Fat Possum

Noble Beast, Andrew Bird’s fifth studio album, is a lush, serious, lyrical hour that lodges in the listener’s imagination like a childhood memory. It is the kind of music to be played at weddings and funerals. It is the kind of music you can sleep or make love to, cook or jump rope to, skip or daydream to, kneel down and kiss the earth to. It is the kind of music I always hoped I’d hear before I died. Bird’s effortless orchestrations, elegant voice, enthralling melodies, and learned lyrics serve each other in a symbiosis so powerful, this album earns him placement in the category of chamber music, not just chamber pop. You can map the album out visually by imagining each song as a geodesic dome with its name emblazoned on top: “Fitz and the Dizzyspells,” “Anonanimal.” Small, enclosed paths run from one to another, but each dome, each song is an environment, a self-contained unit.

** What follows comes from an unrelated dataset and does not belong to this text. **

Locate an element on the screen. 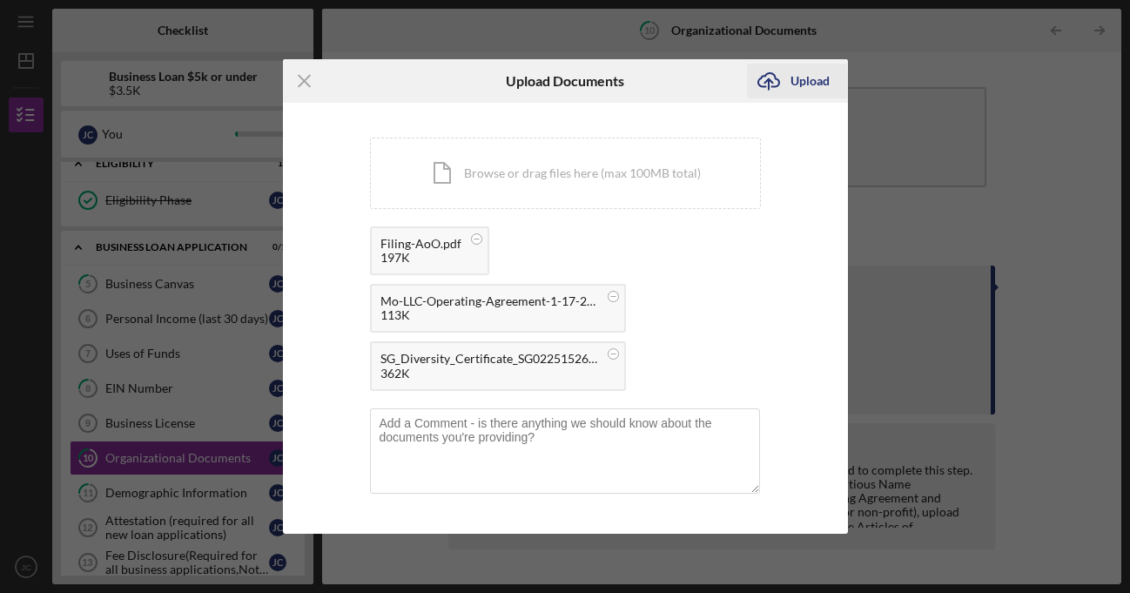 This screenshot has width=1130, height=593. div: Upload is located at coordinates (810, 81).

Early on in the album is “Effigy,” a song which showcases three of this quadruple-threat’s talents: violin, vocals, and guitar. Beginning with haunting violin backed by loops, the tune transitions smoothly into a guitar melody before easing into Bird’s vocals. He sings, “If you come to find me affable, and build a replica for me, would the idea to you be laughable?” And later on, “Fake conversations on a non-existent telephone. Like the words of a man who’s spent a little too much time alone. When one has spent too much time alone. . .” This last phrase is answered by Bird’s violin. The effect is marvelous. The listener’s mind had been busy exploring the meaning of lyrics, but this process is slid into the more abstract task of probing a violin part. The second time through, Bird sings the melody, guiding the listener back to the lyrics, and back further to the violin introduction.

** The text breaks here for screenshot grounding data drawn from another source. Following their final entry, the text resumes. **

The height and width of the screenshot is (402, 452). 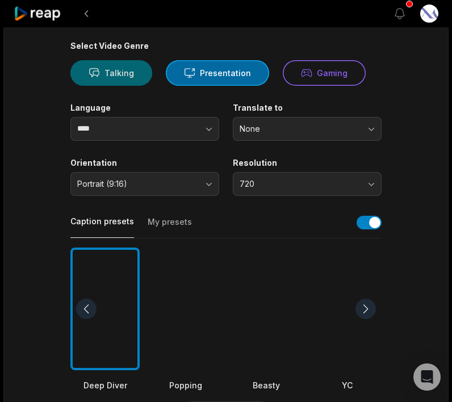 I want to click on label: Orientation, so click(x=145, y=163).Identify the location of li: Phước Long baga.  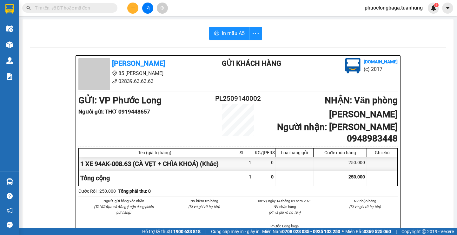
(285, 226).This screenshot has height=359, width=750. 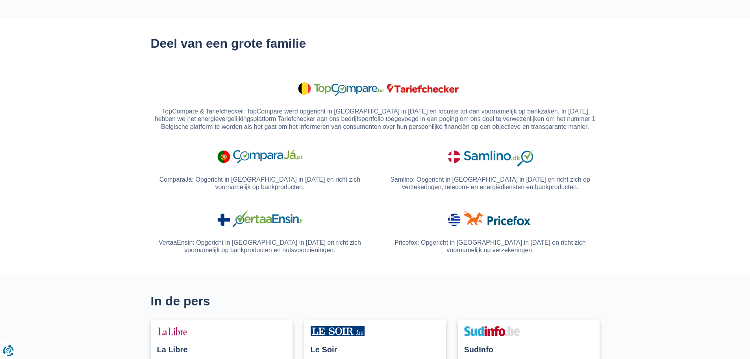 I want to click on img: TopCompare.be, so click(x=375, y=88).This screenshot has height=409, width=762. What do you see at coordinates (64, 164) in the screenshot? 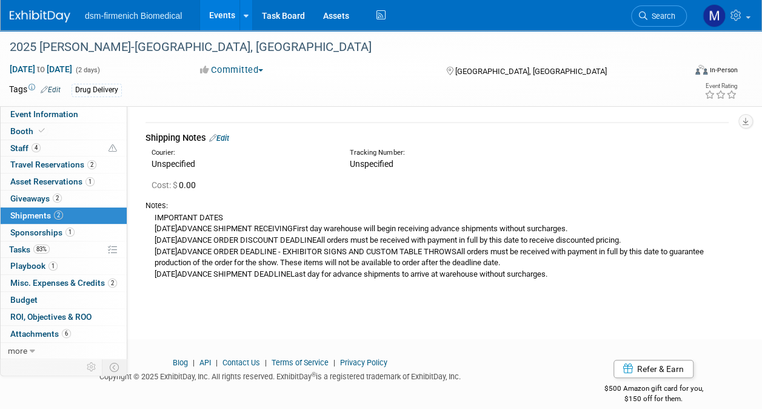
I see `a: Travel Reservations2` at bounding box center [64, 164].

Useless Creatures, a bonus disc of instrumentals, works as an excellent coda or digestif to the album, albeit a dark, lengthy, and contemplative one. Perhaps it is more like a second act that features more of the studio as instrument, without forgetting the ambrosial setting of Noble Beast. On “The Barn Tapes,” it sounds like Bird has a piano, but when he presses a key, instead of a felt covered hammer striking a steel string, an entire symphony is cued to play an immense, dark chord. Other keys are pressed, and soon symphonies are tangled up with symphonies. The music is so grand its atonality is hardly noticeable.

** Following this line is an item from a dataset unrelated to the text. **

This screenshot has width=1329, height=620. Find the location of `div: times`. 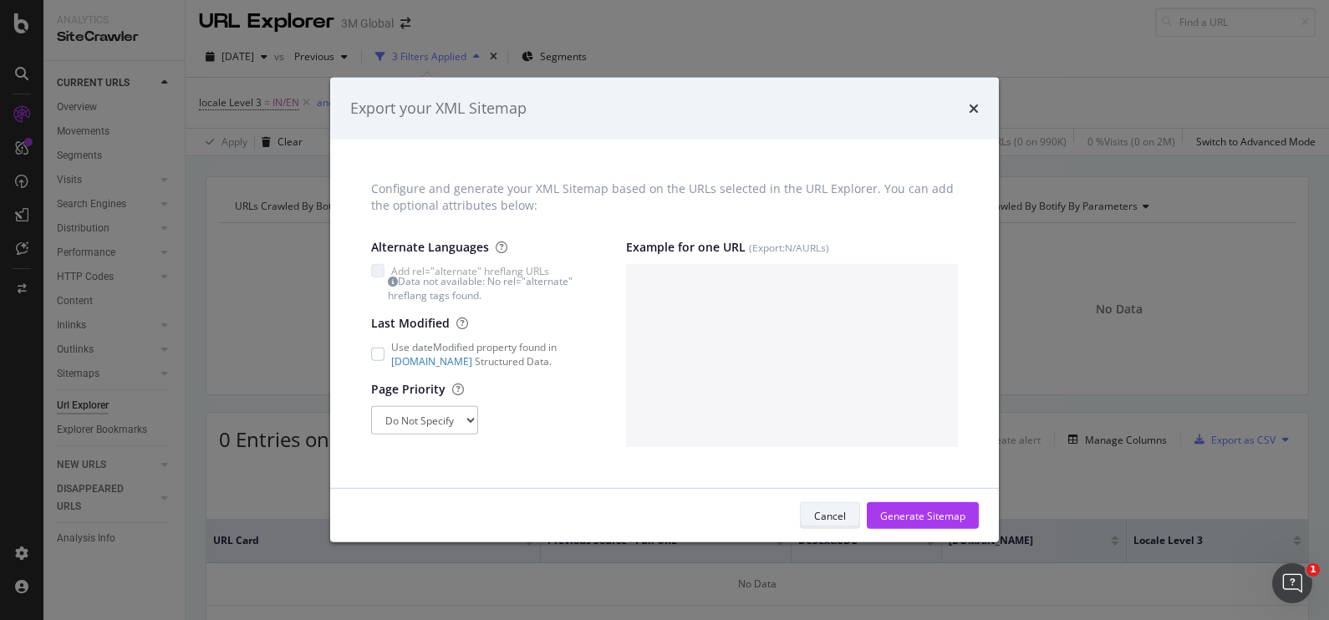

After listening to both discs, a glance at the cover is due as it depicts the music better than any I have seen in a long time. Much can be said about such precise album cover art, but it is the music contained therein, music that not only has staying power, but gets more and more fascinating as time goes on, that is star of the show. Bird, who is still in his mid-30s, has already produced a body of work deserving of iconoclastic accolades. Noble Beast and Useless Creatures serve as evidence that his work has just begun.